Answer:
President Thomas Jefferson had many reasons for wanting to acquire the Louisiana Territory. The reasons included future protection, expansion, prosperity and the mystery of unknown lands. President Jefferson had a personal library filled with the world's largest selection of books on the Louisiana Territory.
Explanation:
He supported international commerce to benefit farmers and wanted to see new technology widely incorporated into ordinary farms and households to make them more productive. During his lifetime, Thomas Jefferson was accused of having an adulterous affair with Sally Hemings, one of his slaves.
Answer:
Option: C. Stated if Vietnam fell to the Communists, then the rest of Asia would become Communist.
Explanation:
Before the Vietnam war, the United States was very much concern about the spread of Communism in Asia, as they gave it a term of Domino theory. The domino theory was a theory raised extensively in the 1960s. The plan stated if one nation came under communism, then the surrounding countries would become communist. The Domino effect came as a foreign policy during the Presidency of Kennedy and Johnson to support America's military involvement in the Vietnam War.
Answer:
King Leopold II created a colony in the Congo River region of Central Africa during a wave of widespread European colonization in the 1880s. The desire for valuable goods like rubber and ivory combined with limited laws and regulations in the Congo Free State led to the abuse of native laborers and countless deaths.
Explanation:
What does sosso stand for?
The Abrahamic religions, also referred to collectively as Abrahamism, are a group of Semitic-originated religious communities of faith that claim descent from the practices of the ancient Israelites and the worship of the God of Abraham. The term derives from a figure from the Bible known as Abraham.[1]
Abrahamic religion spread globally through Christianity being adopted by the Roman Empire in the 4th century and Islam by the Islamic Empires from the 7th century. Today the Abrahamic religions are one of the major divisions in comparative religion (along with Indian, Iranian, and East Asian religions).[2] The major Abrahamic religions in chronological order of founding are Judaism in the 7th century BCE,[3] Christianity in the 1st century CE, and Islam in the 7th century CE.
Christianity, Islam, and Judaism are the Abrahamic religions with the greatest numbers of adherents.[4][5][6] Abrahamic religions with fewer adherents include the faiths descended from Yazdânism (the Yezidi, Yarsani and Alevi faiths), Samaritanism,[7] the Druze faith (often classified as a branch of Isma'ili Shia Islam),[8] Bábism,[9][self-published source] the Bahá'í Faith and Rastafari.[10][11]
As of 2005, estimates classified 54% (3.6 billion people) of the world's population as adherents of an Abrahamic religion, about 32% as adherents of other religions, and 16% as adherents of no organized religion. Christianity claims 33% of the world's population, Islam has 21%, Judaism has 0.2%[12][13] and the Bahá'í Faith represents around 0.1%.[14][15]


Directions: I would like every record printed again, exactly as shown.

☆ ☆ ☆

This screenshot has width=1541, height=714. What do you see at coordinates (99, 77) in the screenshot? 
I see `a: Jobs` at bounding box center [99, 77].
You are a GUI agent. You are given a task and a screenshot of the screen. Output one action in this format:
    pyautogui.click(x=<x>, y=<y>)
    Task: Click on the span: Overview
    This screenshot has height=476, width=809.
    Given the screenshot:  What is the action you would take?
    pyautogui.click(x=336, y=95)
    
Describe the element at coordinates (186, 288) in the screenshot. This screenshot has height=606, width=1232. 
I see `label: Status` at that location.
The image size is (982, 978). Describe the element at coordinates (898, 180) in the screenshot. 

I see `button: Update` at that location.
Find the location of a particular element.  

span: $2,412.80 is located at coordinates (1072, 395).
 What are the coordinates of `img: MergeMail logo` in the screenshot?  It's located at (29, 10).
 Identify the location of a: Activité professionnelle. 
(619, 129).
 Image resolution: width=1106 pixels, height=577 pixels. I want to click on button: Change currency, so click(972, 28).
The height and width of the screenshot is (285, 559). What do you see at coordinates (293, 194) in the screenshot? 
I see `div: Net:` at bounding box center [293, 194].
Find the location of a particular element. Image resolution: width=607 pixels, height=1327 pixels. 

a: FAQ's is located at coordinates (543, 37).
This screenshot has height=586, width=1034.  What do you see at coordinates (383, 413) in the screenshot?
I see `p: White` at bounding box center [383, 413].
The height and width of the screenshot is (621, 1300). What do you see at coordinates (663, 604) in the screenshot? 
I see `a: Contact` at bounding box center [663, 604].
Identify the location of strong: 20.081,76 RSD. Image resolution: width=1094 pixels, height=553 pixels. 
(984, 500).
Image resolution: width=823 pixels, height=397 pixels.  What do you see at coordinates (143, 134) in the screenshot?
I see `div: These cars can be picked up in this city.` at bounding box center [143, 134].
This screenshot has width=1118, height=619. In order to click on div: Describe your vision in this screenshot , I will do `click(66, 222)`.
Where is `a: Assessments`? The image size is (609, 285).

☆ ☆ ☆

Output of the exercise:
This screenshot has width=1541, height=714. What do you see at coordinates (99, 77) in the screenshot? 
I see `a: Jobs` at bounding box center [99, 77].
You are a GUI agent. You are given a task and a screenshot of the screen. Output one action in this format:
    pyautogui.click(x=<x>, y=<y>)
    Task: Click on the span: Overview
    This screenshot has height=476, width=809.
    Given the screenshot:  What is the action you would take?
    pyautogui.click(x=336, y=95)
    
Describe the element at coordinates (186, 288) in the screenshot. This screenshot has height=606, width=1232. 
I see `label: Status` at that location.
The image size is (982, 978). Describe the element at coordinates (898, 180) in the screenshot. 

I see `button: Update` at that location.
Find the location of a particular element.  

span: $2,412.80 is located at coordinates (1072, 395).
 What are the coordinates of `img: MergeMail logo` in the screenshot?  It's located at (29, 10).
 Identify the location of a: Activité professionnelle. 
(619, 129).
 Image resolution: width=1106 pixels, height=577 pixels. I want to click on button: Change currency, so click(972, 28).
The height and width of the screenshot is (285, 559). What do you see at coordinates (293, 194) in the screenshot? 
I see `div: Net:` at bounding box center [293, 194].
Find the location of a particular element. Image resolution: width=607 pixels, height=1327 pixels. 

a: FAQ's is located at coordinates (543, 37).
This screenshot has height=586, width=1034.  What do you see at coordinates (383, 413) in the screenshot?
I see `p: White` at bounding box center [383, 413].
The height and width of the screenshot is (621, 1300). What do you see at coordinates (663, 604) in the screenshot? 
I see `a: Contact` at bounding box center [663, 604].
Identify the location of strong: 20.081,76 RSD. Image resolution: width=1094 pixels, height=553 pixels. 
(984, 500).
Image resolution: width=823 pixels, height=397 pixels.  What do you see at coordinates (143, 134) in the screenshot?
I see `div: These cars can be picked up in this city.` at bounding box center [143, 134].
This screenshot has width=1118, height=619. In order to click on div: Describe your vision in this screenshot , I will do `click(66, 222)`.
Where is `a: Assessments`? The image size is (609, 285).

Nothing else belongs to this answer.